Lincoln Gets a Laugh - Little Shop of Horrors comes to Ford's Theater
Friday, March 12, 2010 at 9:48AM Ford's Theater has had it's run of bad luck over the years. The first theater, known as Ford's Athenaeum, burned down in 1862, presumably before falling into the swamp. Not having huge tracks of land, the Ford brothers rebuilt the structure you see today. However, their success was short lived, as we all know, and the Theater never reopened after the assassination of President Lincoln. Purchased by the U.S. Government, the Theater housed the Army's Surgeon General's Office until disaster struck again on June 9, 1893, when a structural collapse killed 22 clerks, and injured another 68. Turned into a warehouse for many years, the Theater finally reopened in 1968 under it's current incarnation as a working theater and National Historic Landmark.
Things have been relatively quiet since then, so why would the Ford's Theater Society invite disaster by bringing a giant, man-eating plant onto the premises? And right during tour season? We're going to lose scads of eighth graders, keeping that beast happy.
But if you're willing to risk it, Ford's Theater is presenting Little Shop of Horrors, the campy musical that I know best from the 1986 movie with Rick Moranis, Steve Martin, and Bill Murray. This time around, the highlight for me is watching a giant puppet Audrey II chomp on people. I know, I know, I tend to focus on the macabre, but come on, a giant plant eating people? In a live performance? In roughly the same exact spot where John Wilkes Booth shouted "Sic semper tyrannis" before dashing (well, limping) off the stage? The irony alone is worth the price of admission.
Little Shop of Horrors is a welcome, if unconventional, choice for Ford's Theater, which normally runs more historically based dramas.
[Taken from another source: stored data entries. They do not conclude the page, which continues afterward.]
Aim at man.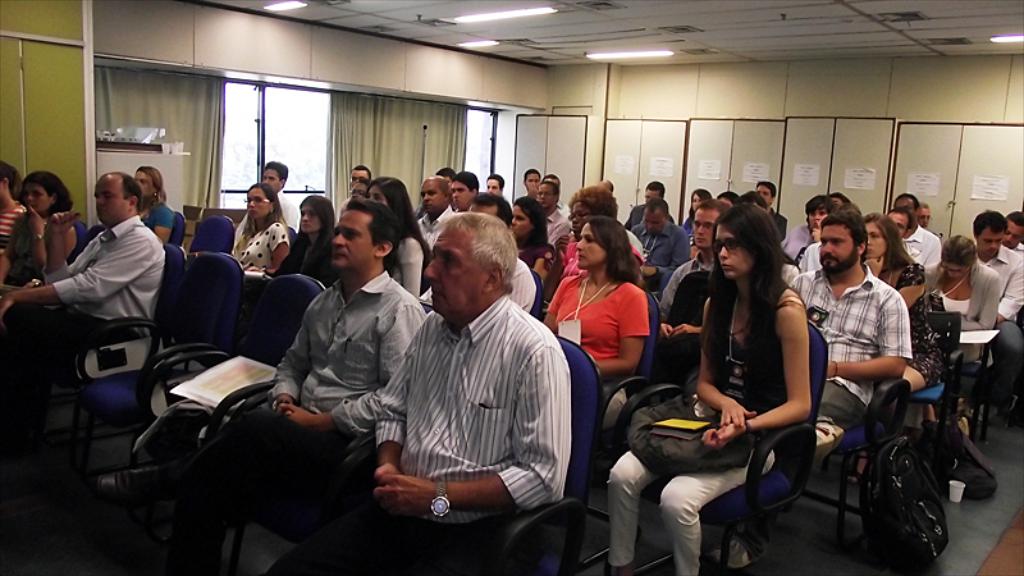
Aimed at region(895, 191, 943, 269).
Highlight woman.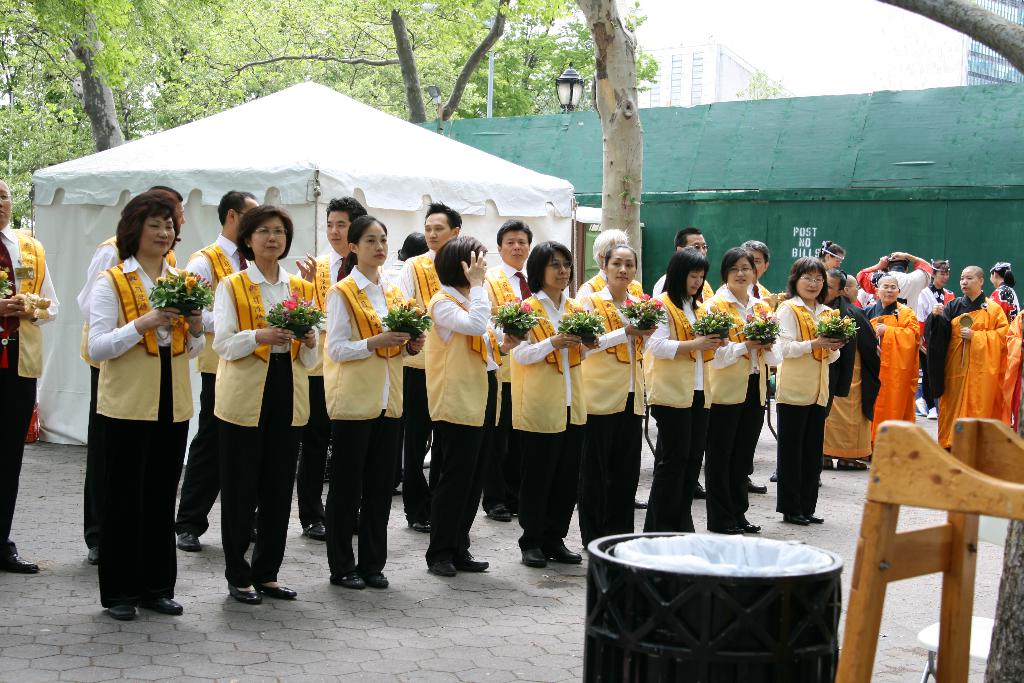
Highlighted region: (x1=857, y1=272, x2=919, y2=464).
I have to imagine that great American humorist, Abraham Lincoln, is looking down with approval, pleased not to watch yet another portrayal of himself. After all, the man just wanted to get out of the office and have a laugh on April 13th, 1865. About time he got one.
Little Shop of Horrors kicks off today and runs to May 22, and tickets are available through the Box Office. To find out more check out Little Shop's own blog, with video snippets from the performance.